While there has been considerable debate about the principle and its content, there is no single agreed formulation. The Group of 7 Ministerial Declaration in July 1990 stated (in relation to climate change) that "in the face of threats of irreversible environmental damage, lack of full scientific certainty is no excuse to post-pose actions which are justified in their own right."30 The UN Economic Commission for Europe ministerial meeting in Bergen in May 1990 declared: "Where there are threats of serious or irreversible damage, lack of full scientific certainty should not be used as a reason for postponing measures to prevent environmental degradation."31 Since there is never scientific certainty but always some uncertainty, these formulations do not address the difficult issues of whether, when, and how to take action against identifiable risks.32 The fall 1991 meeting of parties to the London Ocean Dumping Convention adopted text that provides a useful formulation of a precautionary principle in a specific context.33
The internationally evolving precautionary principle has deep roots in the domestic environmental statutes and regulations of countries, many of which focus on pollution prevention in water, air, and soils.
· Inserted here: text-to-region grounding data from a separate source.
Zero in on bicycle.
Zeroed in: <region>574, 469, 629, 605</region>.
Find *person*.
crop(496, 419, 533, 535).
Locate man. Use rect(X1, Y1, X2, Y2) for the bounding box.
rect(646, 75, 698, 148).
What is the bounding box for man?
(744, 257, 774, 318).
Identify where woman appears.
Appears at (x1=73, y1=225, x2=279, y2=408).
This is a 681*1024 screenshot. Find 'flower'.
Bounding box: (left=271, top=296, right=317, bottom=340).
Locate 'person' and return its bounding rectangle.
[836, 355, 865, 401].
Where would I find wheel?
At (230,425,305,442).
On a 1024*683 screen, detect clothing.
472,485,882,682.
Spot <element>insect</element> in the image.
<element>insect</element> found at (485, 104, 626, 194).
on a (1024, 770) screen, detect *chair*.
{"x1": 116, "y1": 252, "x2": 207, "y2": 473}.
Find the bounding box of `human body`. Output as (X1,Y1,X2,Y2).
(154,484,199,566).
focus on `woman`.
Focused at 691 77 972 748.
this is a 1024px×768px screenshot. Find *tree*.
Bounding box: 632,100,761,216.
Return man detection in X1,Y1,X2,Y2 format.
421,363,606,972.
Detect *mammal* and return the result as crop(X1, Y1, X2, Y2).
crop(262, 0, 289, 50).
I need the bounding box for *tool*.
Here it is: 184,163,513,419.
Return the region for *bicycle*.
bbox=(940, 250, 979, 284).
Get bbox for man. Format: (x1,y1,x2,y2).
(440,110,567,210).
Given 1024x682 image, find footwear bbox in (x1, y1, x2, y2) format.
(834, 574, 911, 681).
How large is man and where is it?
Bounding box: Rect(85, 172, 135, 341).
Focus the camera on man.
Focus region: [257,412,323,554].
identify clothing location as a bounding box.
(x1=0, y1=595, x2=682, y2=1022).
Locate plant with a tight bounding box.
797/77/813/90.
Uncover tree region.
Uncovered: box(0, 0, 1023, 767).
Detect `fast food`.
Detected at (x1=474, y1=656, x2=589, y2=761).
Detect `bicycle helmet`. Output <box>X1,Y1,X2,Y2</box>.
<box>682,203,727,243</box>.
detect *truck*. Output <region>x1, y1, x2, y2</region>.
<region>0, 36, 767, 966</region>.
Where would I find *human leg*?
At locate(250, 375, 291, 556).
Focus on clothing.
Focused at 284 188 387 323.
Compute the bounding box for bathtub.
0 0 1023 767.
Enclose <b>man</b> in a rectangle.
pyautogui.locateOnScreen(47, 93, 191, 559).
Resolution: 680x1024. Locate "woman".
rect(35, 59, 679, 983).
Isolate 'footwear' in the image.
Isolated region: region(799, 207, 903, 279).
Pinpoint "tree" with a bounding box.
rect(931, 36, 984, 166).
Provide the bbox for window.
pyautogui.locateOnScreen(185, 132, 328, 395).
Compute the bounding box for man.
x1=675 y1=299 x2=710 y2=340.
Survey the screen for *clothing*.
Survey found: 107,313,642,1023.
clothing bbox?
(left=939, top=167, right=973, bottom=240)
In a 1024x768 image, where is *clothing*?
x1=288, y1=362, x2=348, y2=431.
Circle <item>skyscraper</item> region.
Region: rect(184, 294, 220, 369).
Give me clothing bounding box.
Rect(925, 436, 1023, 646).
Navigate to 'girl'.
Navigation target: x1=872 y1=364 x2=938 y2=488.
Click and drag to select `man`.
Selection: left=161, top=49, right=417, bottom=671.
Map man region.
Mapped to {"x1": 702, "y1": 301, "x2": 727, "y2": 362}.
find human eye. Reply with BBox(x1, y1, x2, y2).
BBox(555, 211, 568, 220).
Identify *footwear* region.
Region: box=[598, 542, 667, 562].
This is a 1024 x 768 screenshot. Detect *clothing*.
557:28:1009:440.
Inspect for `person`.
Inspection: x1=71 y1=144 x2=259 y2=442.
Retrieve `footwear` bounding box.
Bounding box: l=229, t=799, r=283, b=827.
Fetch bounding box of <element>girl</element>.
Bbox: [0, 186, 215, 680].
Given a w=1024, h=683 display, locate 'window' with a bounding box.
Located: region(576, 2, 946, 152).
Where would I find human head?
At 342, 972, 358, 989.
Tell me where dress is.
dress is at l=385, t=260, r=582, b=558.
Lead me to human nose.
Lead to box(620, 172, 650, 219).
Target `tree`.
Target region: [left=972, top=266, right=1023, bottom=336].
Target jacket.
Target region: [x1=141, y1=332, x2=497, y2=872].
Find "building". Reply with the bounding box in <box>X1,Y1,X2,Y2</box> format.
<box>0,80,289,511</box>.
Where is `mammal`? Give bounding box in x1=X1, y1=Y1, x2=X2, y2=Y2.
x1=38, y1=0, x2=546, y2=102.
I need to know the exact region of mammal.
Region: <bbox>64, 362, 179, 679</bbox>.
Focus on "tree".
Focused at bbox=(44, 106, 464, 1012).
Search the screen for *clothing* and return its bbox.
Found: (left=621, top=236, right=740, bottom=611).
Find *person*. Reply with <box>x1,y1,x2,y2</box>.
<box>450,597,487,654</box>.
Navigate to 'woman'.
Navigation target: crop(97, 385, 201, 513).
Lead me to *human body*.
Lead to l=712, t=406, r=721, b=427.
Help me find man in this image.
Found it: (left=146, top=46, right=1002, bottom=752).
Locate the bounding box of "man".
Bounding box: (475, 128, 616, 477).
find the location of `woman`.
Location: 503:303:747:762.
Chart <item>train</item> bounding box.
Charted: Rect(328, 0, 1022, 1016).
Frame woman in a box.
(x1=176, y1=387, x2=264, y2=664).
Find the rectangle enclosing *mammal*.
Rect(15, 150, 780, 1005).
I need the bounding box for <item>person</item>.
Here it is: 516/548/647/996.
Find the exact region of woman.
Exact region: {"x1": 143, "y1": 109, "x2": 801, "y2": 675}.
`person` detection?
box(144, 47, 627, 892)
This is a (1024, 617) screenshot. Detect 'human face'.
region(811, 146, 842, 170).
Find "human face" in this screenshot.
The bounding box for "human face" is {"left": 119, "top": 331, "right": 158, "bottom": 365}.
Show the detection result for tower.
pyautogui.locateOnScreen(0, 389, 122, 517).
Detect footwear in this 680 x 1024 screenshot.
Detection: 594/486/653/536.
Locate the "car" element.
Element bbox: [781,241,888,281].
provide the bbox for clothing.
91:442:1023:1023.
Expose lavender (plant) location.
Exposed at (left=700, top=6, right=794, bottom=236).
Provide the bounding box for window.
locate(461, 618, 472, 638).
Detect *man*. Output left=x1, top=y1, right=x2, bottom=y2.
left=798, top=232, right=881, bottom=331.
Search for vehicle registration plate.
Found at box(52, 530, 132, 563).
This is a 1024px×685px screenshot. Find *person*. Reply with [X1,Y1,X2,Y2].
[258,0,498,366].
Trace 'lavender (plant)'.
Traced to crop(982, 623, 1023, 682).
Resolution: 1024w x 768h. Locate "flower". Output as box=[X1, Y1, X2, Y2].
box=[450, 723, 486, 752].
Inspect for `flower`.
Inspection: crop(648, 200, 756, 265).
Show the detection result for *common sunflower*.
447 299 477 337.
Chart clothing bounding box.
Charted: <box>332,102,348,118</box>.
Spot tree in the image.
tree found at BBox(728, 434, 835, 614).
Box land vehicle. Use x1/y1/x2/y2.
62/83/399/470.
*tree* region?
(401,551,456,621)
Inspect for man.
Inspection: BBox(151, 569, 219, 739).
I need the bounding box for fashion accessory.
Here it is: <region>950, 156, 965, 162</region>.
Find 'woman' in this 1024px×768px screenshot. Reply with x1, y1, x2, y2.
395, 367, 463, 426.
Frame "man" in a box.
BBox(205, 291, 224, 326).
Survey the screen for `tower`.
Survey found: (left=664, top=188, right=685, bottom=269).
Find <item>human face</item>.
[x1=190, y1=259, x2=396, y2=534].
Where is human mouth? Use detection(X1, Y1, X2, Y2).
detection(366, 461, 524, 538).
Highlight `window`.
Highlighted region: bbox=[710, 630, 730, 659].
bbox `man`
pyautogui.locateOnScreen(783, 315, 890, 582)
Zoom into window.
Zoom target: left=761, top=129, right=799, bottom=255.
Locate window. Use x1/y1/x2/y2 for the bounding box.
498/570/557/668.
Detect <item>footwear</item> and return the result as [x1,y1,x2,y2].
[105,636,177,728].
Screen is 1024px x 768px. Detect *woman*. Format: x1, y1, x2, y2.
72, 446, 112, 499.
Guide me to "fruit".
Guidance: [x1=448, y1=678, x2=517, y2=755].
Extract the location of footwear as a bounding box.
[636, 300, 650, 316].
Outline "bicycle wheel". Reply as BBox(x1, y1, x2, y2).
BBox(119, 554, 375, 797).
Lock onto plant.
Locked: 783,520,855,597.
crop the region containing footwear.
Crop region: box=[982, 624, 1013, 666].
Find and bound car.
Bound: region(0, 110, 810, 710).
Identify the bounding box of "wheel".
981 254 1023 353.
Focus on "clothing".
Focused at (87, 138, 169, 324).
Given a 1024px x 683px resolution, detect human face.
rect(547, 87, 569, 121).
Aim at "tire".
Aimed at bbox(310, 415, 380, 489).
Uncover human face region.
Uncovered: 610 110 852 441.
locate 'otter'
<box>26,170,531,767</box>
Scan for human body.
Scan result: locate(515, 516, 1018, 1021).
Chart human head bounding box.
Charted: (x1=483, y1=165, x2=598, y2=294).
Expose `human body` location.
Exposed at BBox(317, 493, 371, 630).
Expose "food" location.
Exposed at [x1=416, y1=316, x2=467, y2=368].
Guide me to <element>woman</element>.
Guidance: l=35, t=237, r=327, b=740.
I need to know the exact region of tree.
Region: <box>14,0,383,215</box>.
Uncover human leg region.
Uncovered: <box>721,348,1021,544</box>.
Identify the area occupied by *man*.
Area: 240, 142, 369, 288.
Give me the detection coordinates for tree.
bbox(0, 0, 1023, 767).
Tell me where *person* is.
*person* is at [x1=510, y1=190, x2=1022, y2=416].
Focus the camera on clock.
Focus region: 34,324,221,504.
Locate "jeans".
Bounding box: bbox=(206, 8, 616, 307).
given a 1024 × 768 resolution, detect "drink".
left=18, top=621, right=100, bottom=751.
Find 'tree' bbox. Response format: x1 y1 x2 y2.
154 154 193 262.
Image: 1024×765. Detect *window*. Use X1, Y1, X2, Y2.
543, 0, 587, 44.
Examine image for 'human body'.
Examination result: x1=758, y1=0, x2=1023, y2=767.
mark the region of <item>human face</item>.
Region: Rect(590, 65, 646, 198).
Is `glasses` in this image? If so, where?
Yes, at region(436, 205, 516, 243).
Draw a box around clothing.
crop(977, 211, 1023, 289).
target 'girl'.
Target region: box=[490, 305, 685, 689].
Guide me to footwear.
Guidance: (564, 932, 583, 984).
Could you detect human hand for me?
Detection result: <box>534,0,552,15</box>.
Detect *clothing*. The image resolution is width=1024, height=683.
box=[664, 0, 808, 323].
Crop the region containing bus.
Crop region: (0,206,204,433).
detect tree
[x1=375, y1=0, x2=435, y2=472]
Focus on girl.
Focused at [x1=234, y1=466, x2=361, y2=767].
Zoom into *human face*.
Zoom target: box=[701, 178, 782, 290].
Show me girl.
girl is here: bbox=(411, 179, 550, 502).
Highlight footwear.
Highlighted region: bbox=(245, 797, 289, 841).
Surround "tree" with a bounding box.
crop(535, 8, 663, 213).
This approach reflects a growing willingness to relate the present to the future in legal norms.
The concern already expressed in legal instruments with the environment we pass to future generations serves as an important starting point in defining and implementing international legal principles for achieving justice among generations: past, present, and future.
II. Alternative approaches to intergenerational equity
There are several approaches to defining intergenerational equity in the context of the relationship among generations to the planet Earth.
The first is the preservationist model, in which the present generation does not destory or deplete resources or significantly alter anything; rather it saves resources for future generations and preserves the same level of quality in all aspects of the environment. This preservationist model has deep roots in the original natural-flow theory of English water law, in which riparians could use stream water so long as their use did not impair in any way the quantity or quality of water for those downstream. Ultimately this benefits the last riparians before the stream enters the ocean or disappears, because they have no one to whom they owe an obligation.